Artists Bio
Born in 1990, I grew up on the Outer Banks of North Carolina, as well as the Midwest, and have almost permanently had a pen in my hand since I was a child. My mother always encouraged my creativity, and would provide colored pencils and crayons, but it was her inky, fine tip pens and pocket journals that she carried with her that were my first gateway to art… they often wound up missing from her purse. This probably explains the origin of the bold linework seen throughout my paintings and illustrations.
After graduating high school in Iowa, I moved to Kansas City, Missouri to attend the Kansas City Art Institute, graduating in 2013 with my BFA emphasis in Painting. Since then, I’ve worked pretty much exclusively on private commissions and personal work. I moved to Portland in 2014 and spent five years working in early education as well as elementary tutoring.
When not working on illustrations or paintings, I enjoy exploring surface design projects such as batik and mask making. I spend much of my free time from work biking throughout the city, collecting vinyl, and (pre-COVID-19), going to the many shows and plays here.
Artist Statement:
I have always drawn and painted women. It feels as much a part of me to do so as anything else. For many years, I have been largely influenced by Art Nouveau and the Symbolist art movements, but more and more, my work leans towards an exploration of female archetypes in a vibrant, illustrative aesthetic. I want to represent feminine beauty and sexuality with a sense of playfulness.
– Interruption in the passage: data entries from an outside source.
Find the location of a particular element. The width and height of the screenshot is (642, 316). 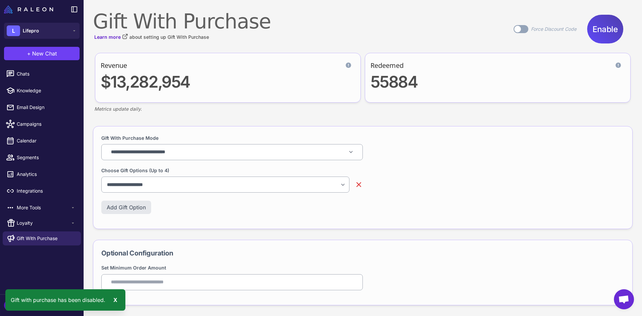

p: Optional Configuration is located at coordinates (363, 253). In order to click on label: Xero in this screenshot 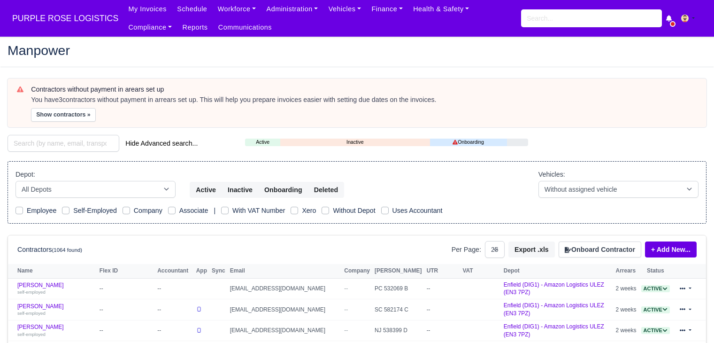, I will do `click(309, 210)`.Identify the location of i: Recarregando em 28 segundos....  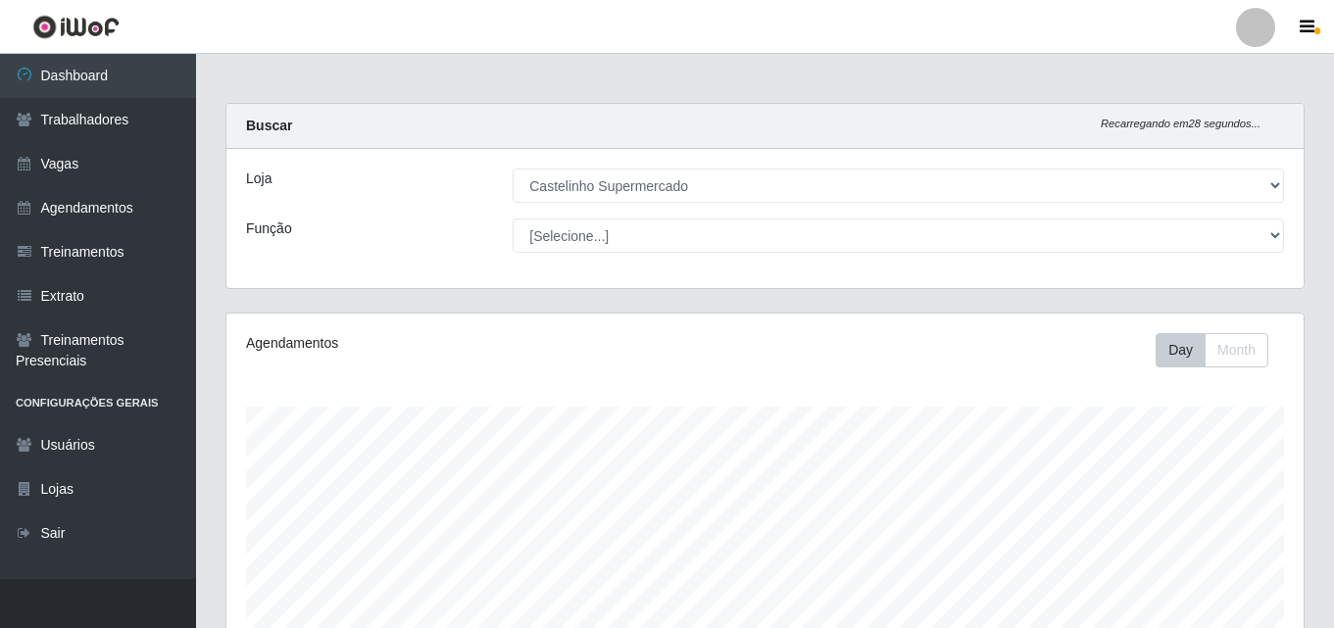
(1180, 124).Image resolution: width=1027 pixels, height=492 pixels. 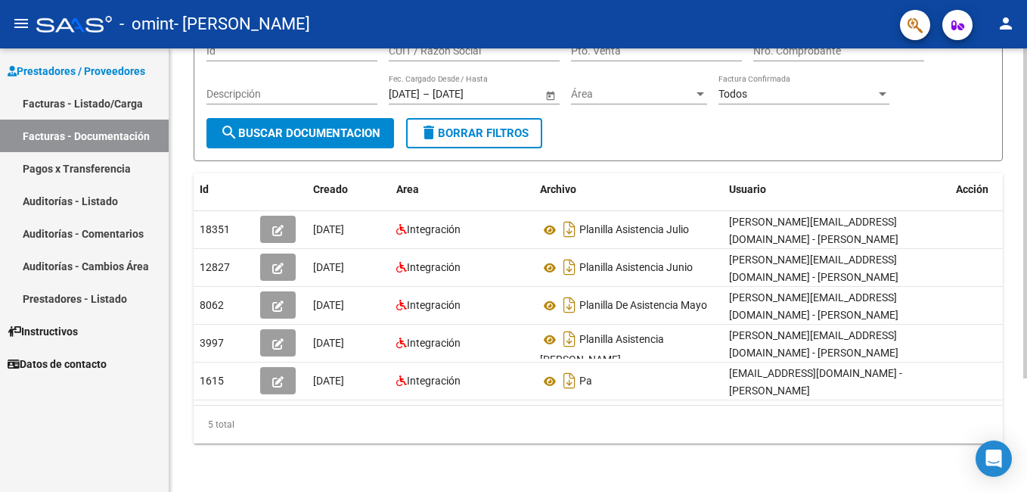 What do you see at coordinates (636, 268) in the screenshot?
I see `span: Planilla Asistencia Junio` at bounding box center [636, 268].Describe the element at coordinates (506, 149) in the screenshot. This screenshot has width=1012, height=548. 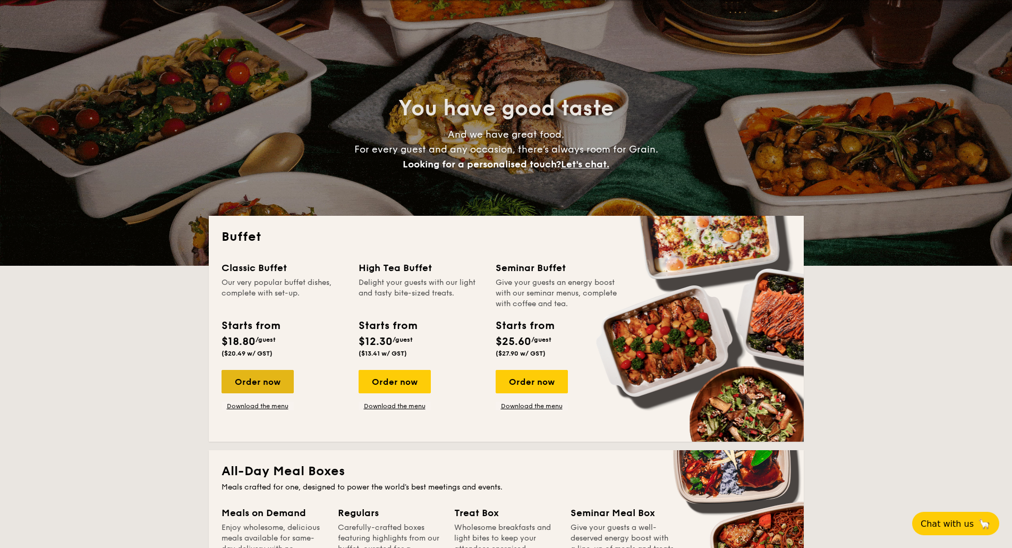
I see `span: And we have great food. For every guest and any occasion, there’s always room for Grain.` at that location.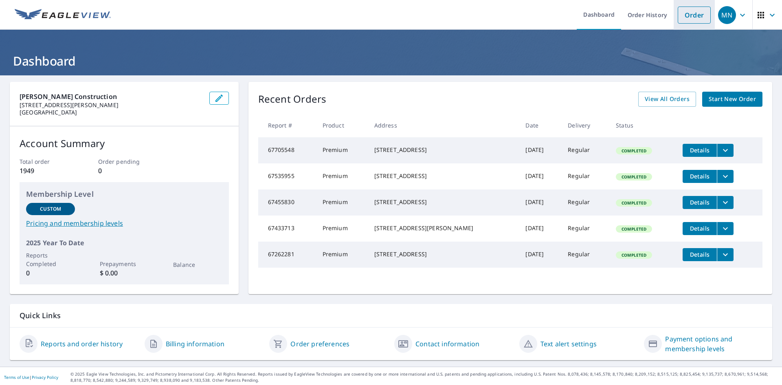 This screenshot has width=782, height=385. What do you see at coordinates (700, 255) in the screenshot?
I see `button: detailsBtn-67262281` at bounding box center [700, 255].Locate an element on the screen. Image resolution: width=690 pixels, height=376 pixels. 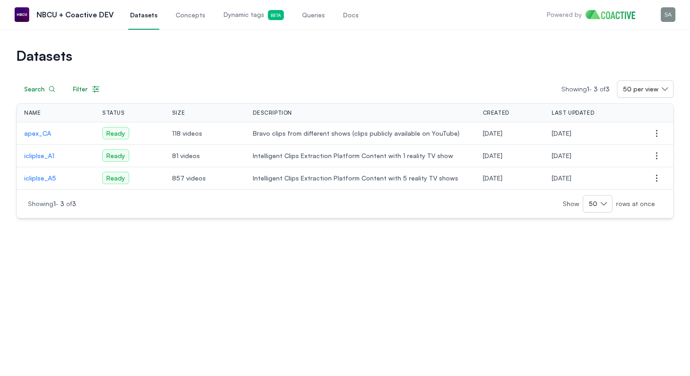
img: NBCU + Coactive DEV is located at coordinates (22, 15).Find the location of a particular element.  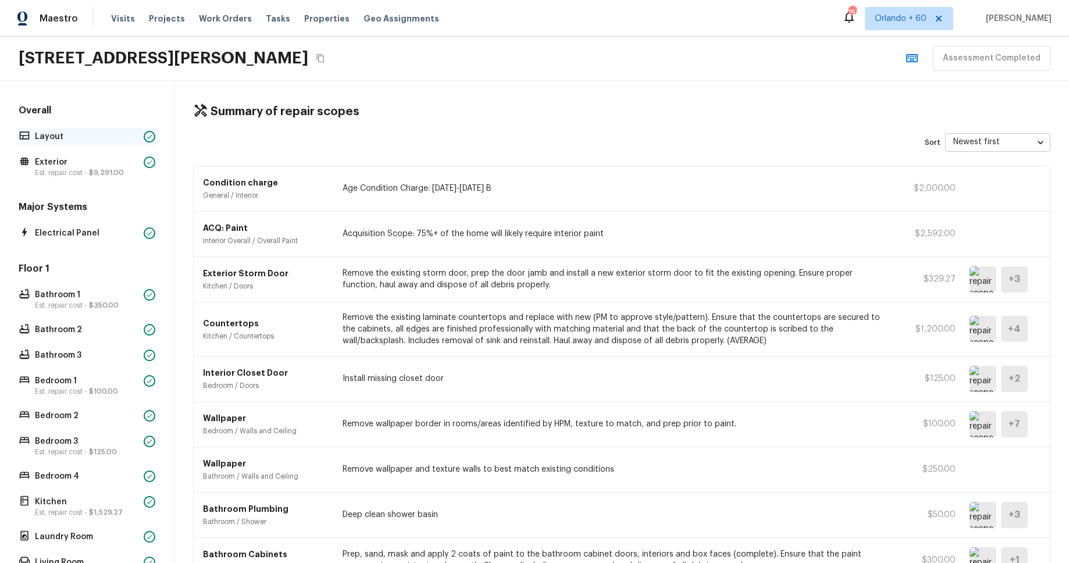

p: Kitchen / Doors is located at coordinates (266, 286).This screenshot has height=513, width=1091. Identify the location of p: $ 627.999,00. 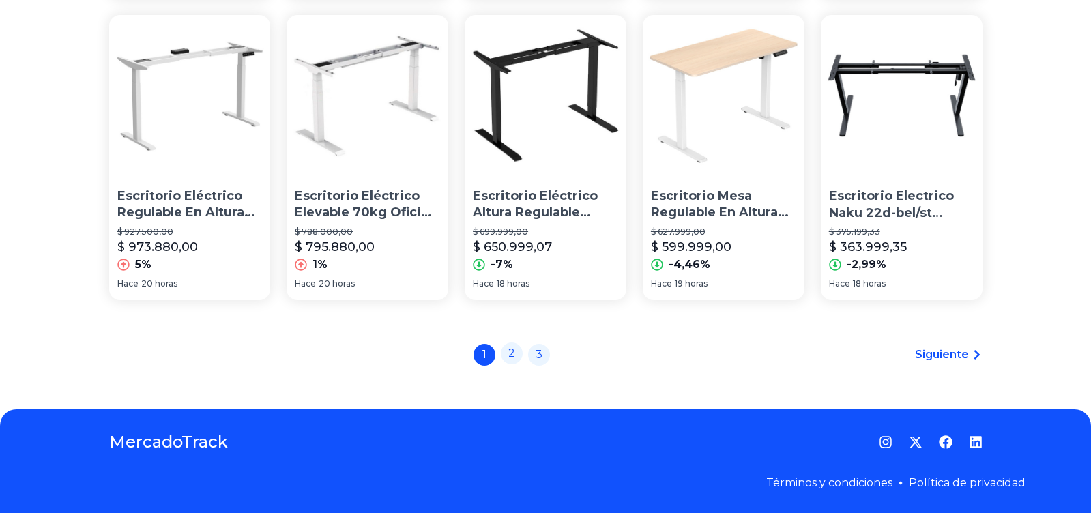
(723, 232).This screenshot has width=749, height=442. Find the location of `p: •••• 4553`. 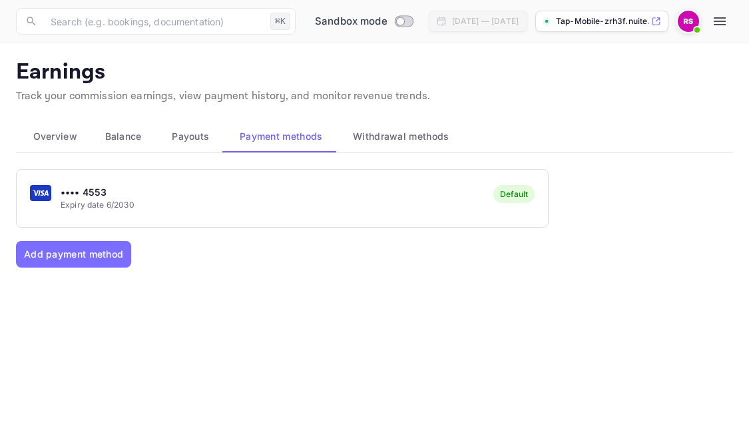

p: •••• 4553 is located at coordinates (97, 192).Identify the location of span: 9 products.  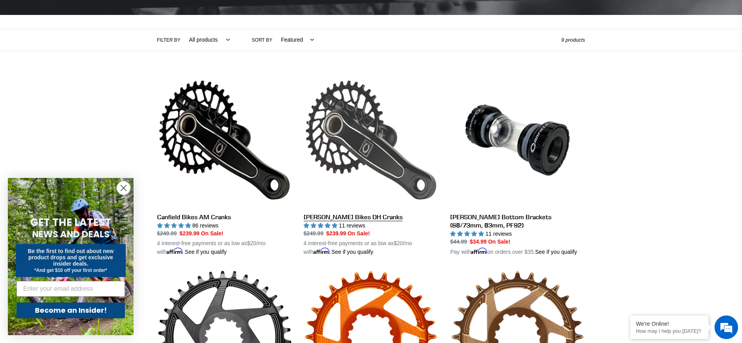
(573, 40).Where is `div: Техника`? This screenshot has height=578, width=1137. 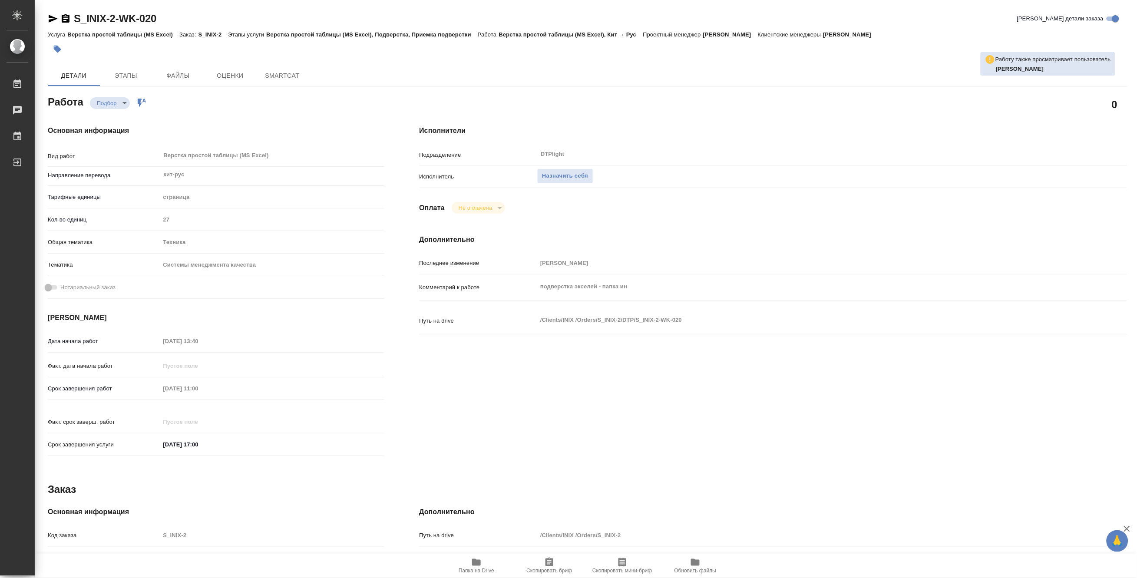 div: Техника is located at coordinates (272, 242). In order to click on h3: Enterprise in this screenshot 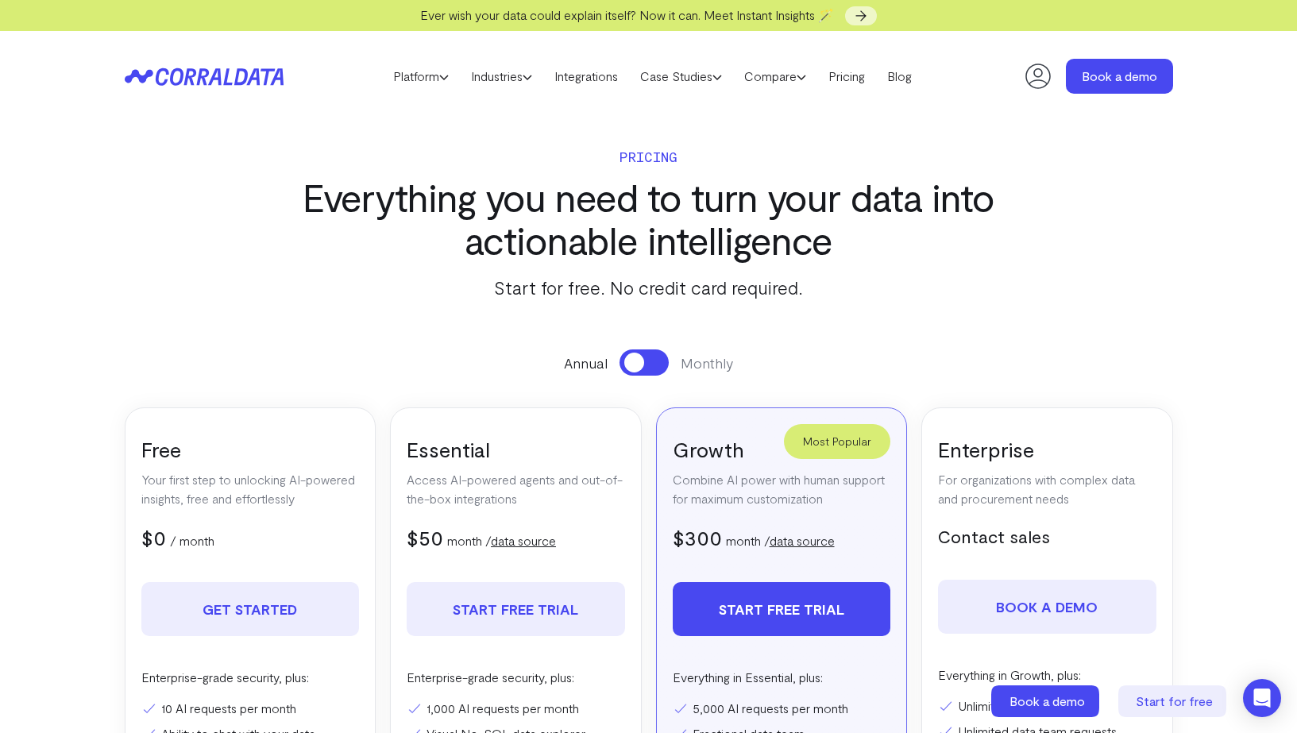, I will do `click(1047, 449)`.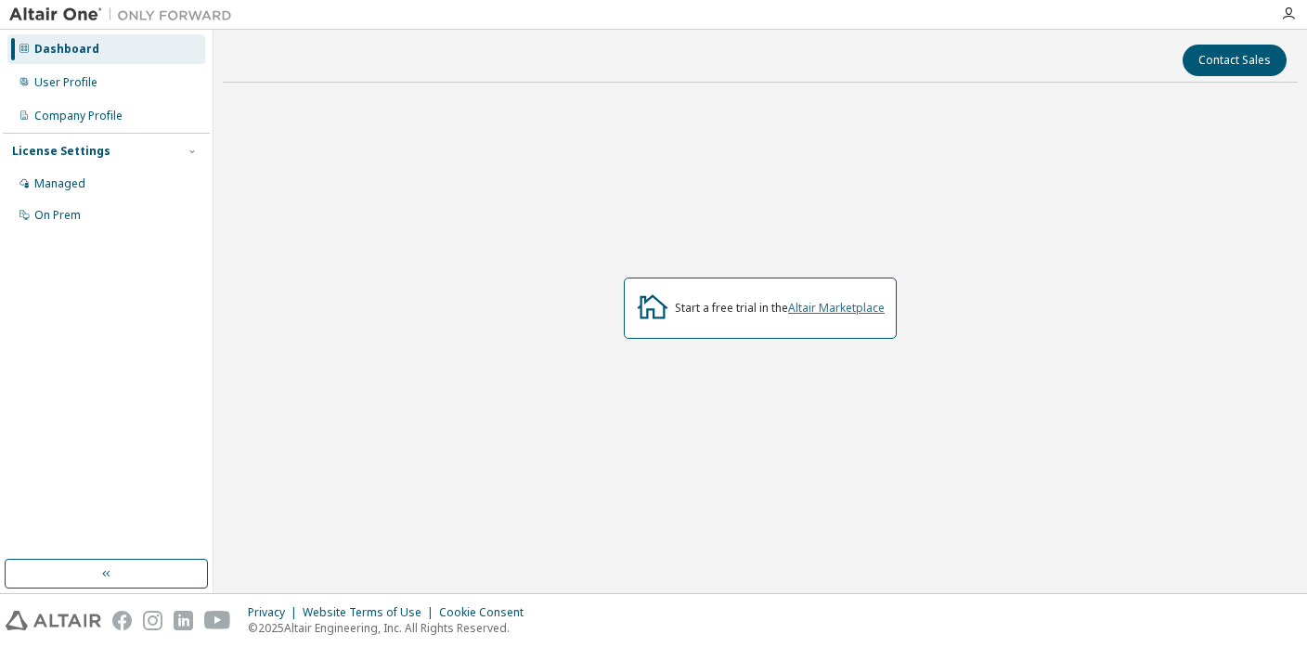  Describe the element at coordinates (183, 620) in the screenshot. I see `img: linkedin.svg` at that location.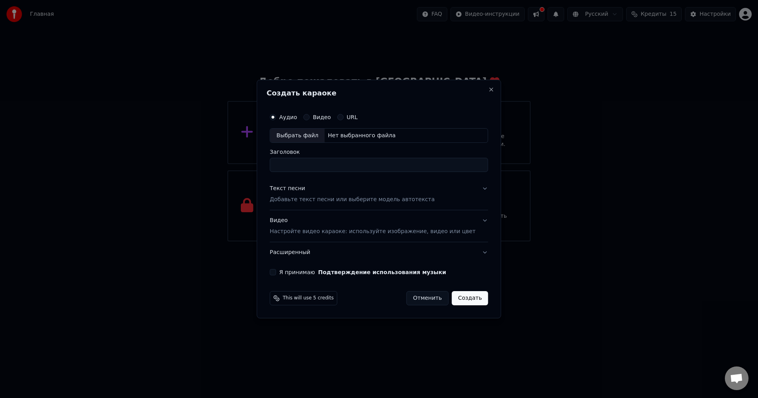  Describe the element at coordinates (322, 117) in the screenshot. I see `label: Видео` at that location.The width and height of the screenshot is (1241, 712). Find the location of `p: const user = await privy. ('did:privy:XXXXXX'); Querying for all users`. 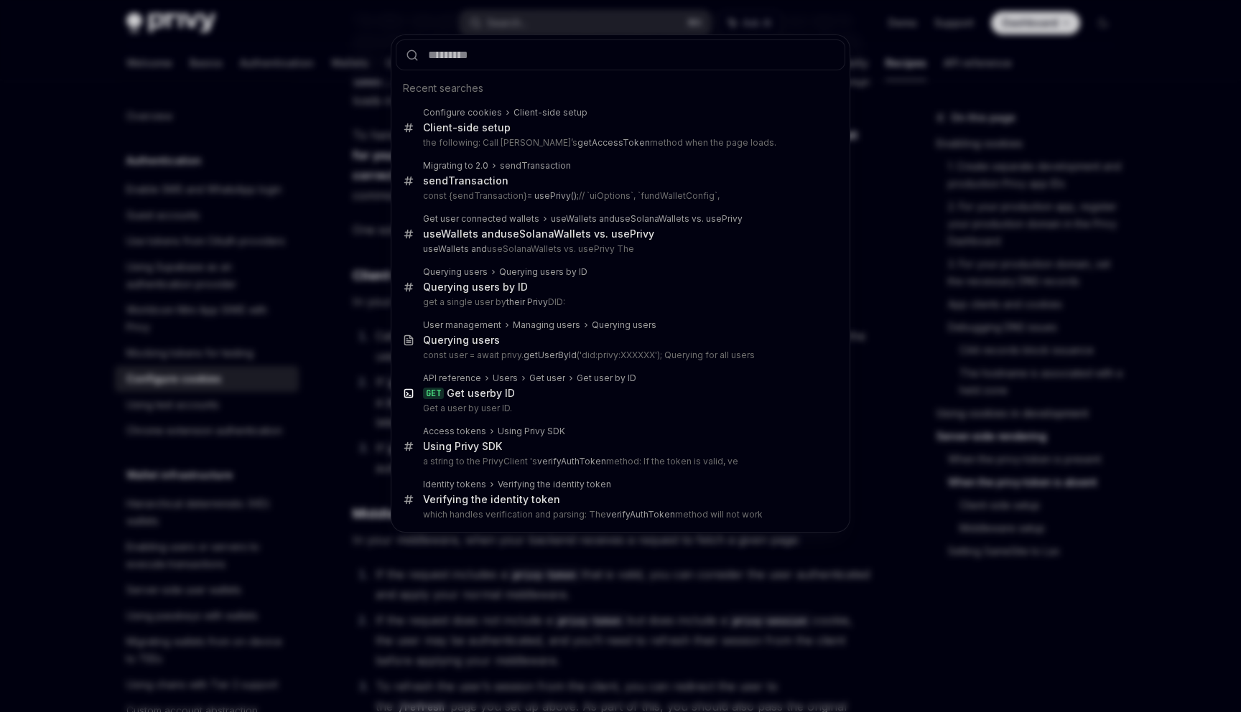

p: const user = await privy. ('did:privy:XXXXXX'); Querying for all users is located at coordinates (619, 355). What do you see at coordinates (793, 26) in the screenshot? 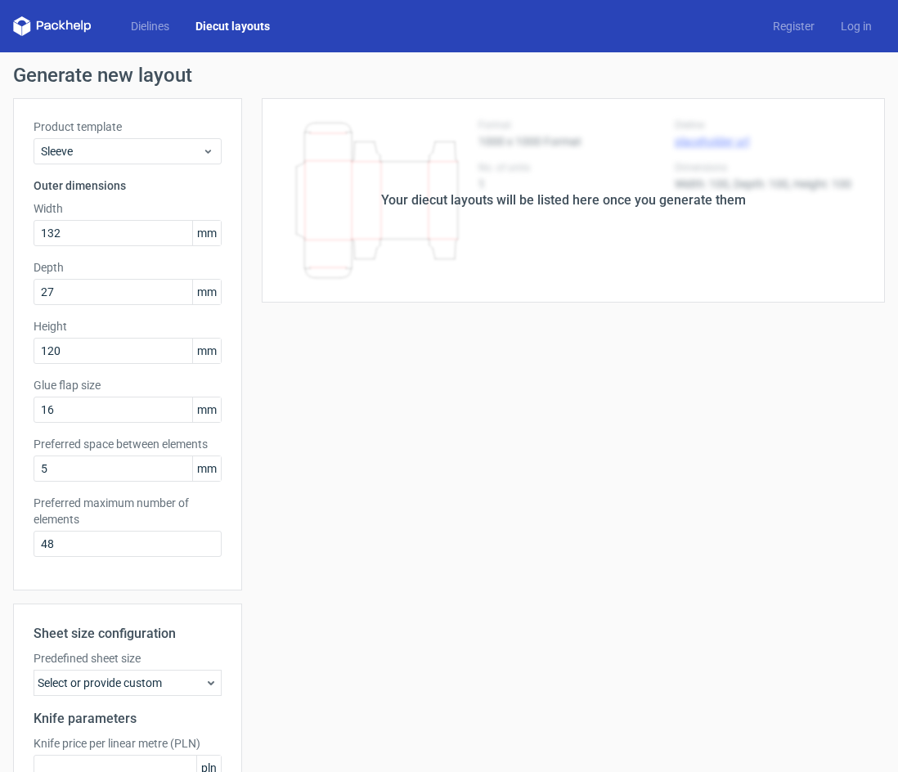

My work is a collection of icon-like depictions of the figure, primarily female, in a non-specific narrative that tends to fuse relationships between a history of formal painting with beautiful linework. The representation of women as witches, goddesses, loners, and seductresses is of particular interest to me. The “pattern” surrounding most of the figures acts less like a wallpaper, giving depth and space to the image, and wants more to be an extension of the figure itself: The figure reigns supreme in a sense, but the ornamentation draping the figure desires attention and has a conviction towards hierarchical importance.
I strive for the viewer to find contentment in the simple notions of beauty and the “sensual woman.” The female form acts as its’ own obsession, both in the search of what feminine beauty means, and the empowered woman in all her manifestations.